I have yet to meet any academics or industry processor architects or compiler engineer who think VLIW / Itanium is the way to move forward.
This is not to say putting as much work to the compiler is a bad idea, as nVidia has demonstrated. But what they are doing is not VLIW.
> I never liked Softbank owning it, but hey someone has to.
I understand what you're saying and this seems to be the prevailing pattern but I really don't understand it. ARM could easily be a standalone company. For some reason, mergers are in.
I would like to understand what you know about ARM that it's board of director's didn't (doesn't) know? In my experience companies merge when they are forced to, not because they want to.
I have always assumed that their shareholders were offered so much of a premium on their shares that they chose to sell them rather than hold onto them. Clearly based on their fiscal 2015 results[1] they were a going concern.
I don't have any specific knowledge of the ARM sale but I've seen other mergers.
Clearly, if a buyer is willing to pay a premium for shares, it's because they believe the company is worth that premium. If the shareholders were optimistic, they might consider that as a signal of the company's underlying value and choose not to sell.
Sometimes activist shareholders will pressure a company to sell, like in the case of the Whole Foods sale to Amazon. Jana Partners owned ~8% and they motivated Whole Foods to look for buyers. They dumped their shares after the sale was announced and before it was executed. Whether that was the best for the other 92% of shareholders, the company's employees, and its customers is another question entirely.

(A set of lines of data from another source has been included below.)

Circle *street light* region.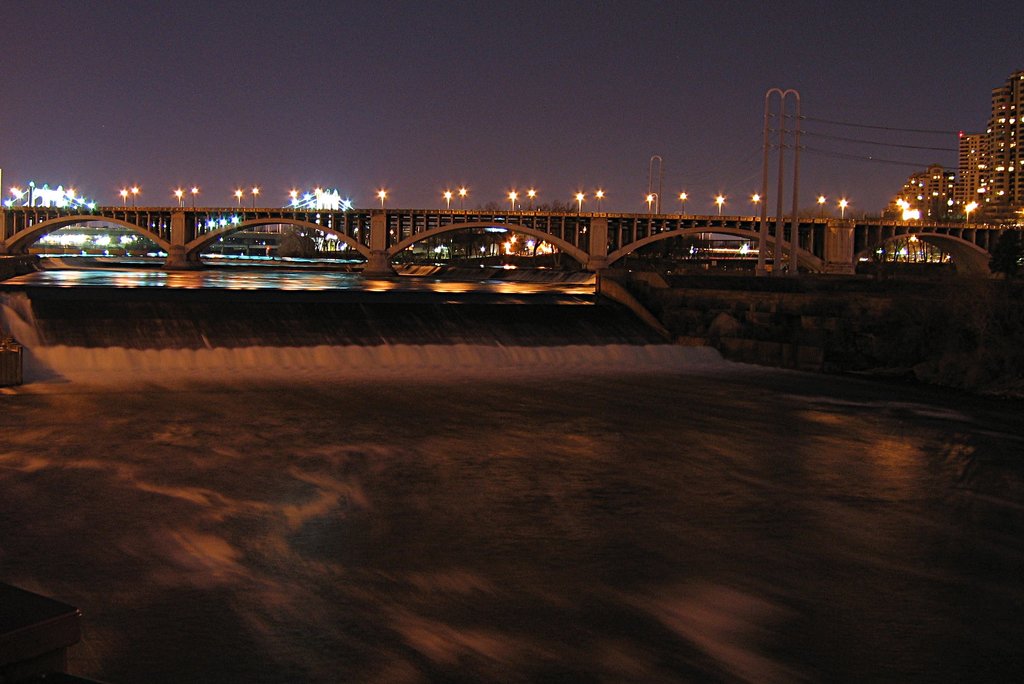
Region: region(369, 179, 388, 218).
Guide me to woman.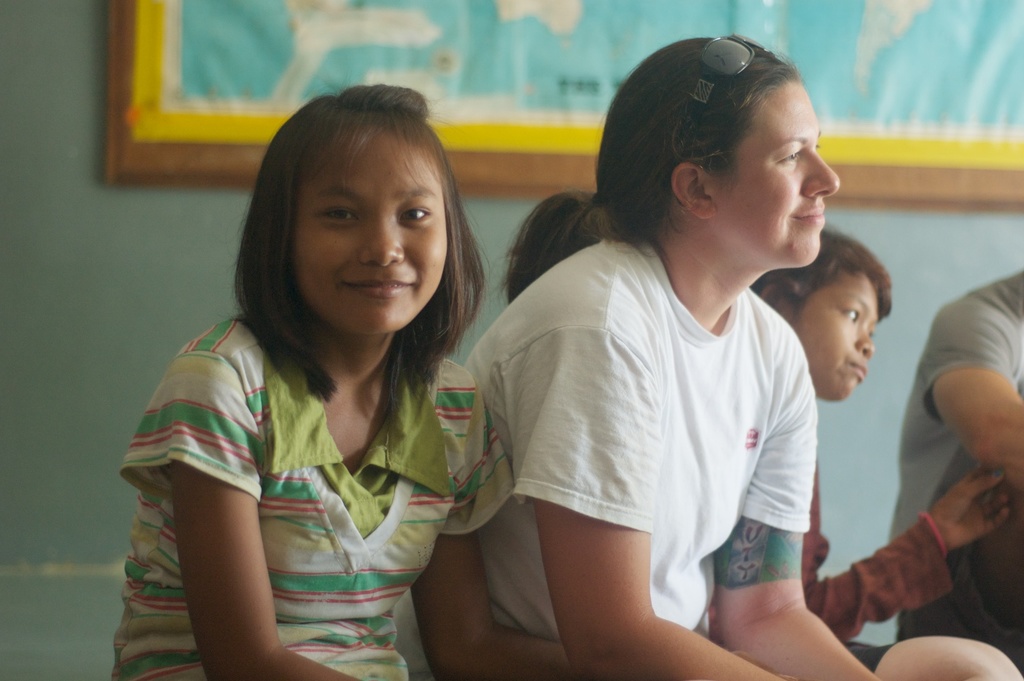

My question is really outside of that. There will always be banks, investors, and companies that are motivated to consolidate and integrate companies to be increasingly competitive to the point of being anti-competitive. What is the counter force that helps maintain moderately sized companies that are profitable on their own?
Because of this transaction? I’m sure this deal will have absolutely no impact on apple’s deal with ARM.
Apple could of course Afford to invest in RISC-V (and surely has played with it internally) but they have enough control of their future under the current arrangement that it will be a long long time before they feel any need to switch — 15 years at least.
Apple and Nvidia don't seem to see eye to eye. Nvidia doesn't support macs (CUDA support was pulled a year or two ago) and apples don't include Nvidia cards.
This is because Nvidia screwed apple (from Apple’s POV) years ago with some bad GPUs to the point where Apple flat out refuses to source Nvidia parts. I don’t know the internal details of course just the public ones so can’t say if Apple is being petty or if Nvidia burned the bridge while the problem was unfolding.
Given that the CEO was the supply chain guy at the time I suspect the latter, as I’d imagine he’d be more dispassionate than Jobs.
In any case I seriously doubt nvidia could, much less would benefit from cancelling Apple’s agreement.
> ... to the point where Apple flat out refuses to source Nvidia parts.
I've seen this argument made before.
It would be a valid point if Apple stopped using Nvidia GPUs in 2008 (they did), and then never used them again. And yet, 4 years later, they used Nvidia GPUs on the 2012 MacBook Retina 15" on which I'm typing this.
AMD doesn't grossly lie about their thermal specifications like Nvidia consistently does. To the point engineers can't design shit properly.
It's one thing to make mistakes in engineering, that can be smoothed out with cash.
It's another to outright lie and cover up.
I never liked Softbank owning it, but hey someone has to.
Regarding the federal investment in FOSS thread that was here perhaps CPU architecture would be a good candidate.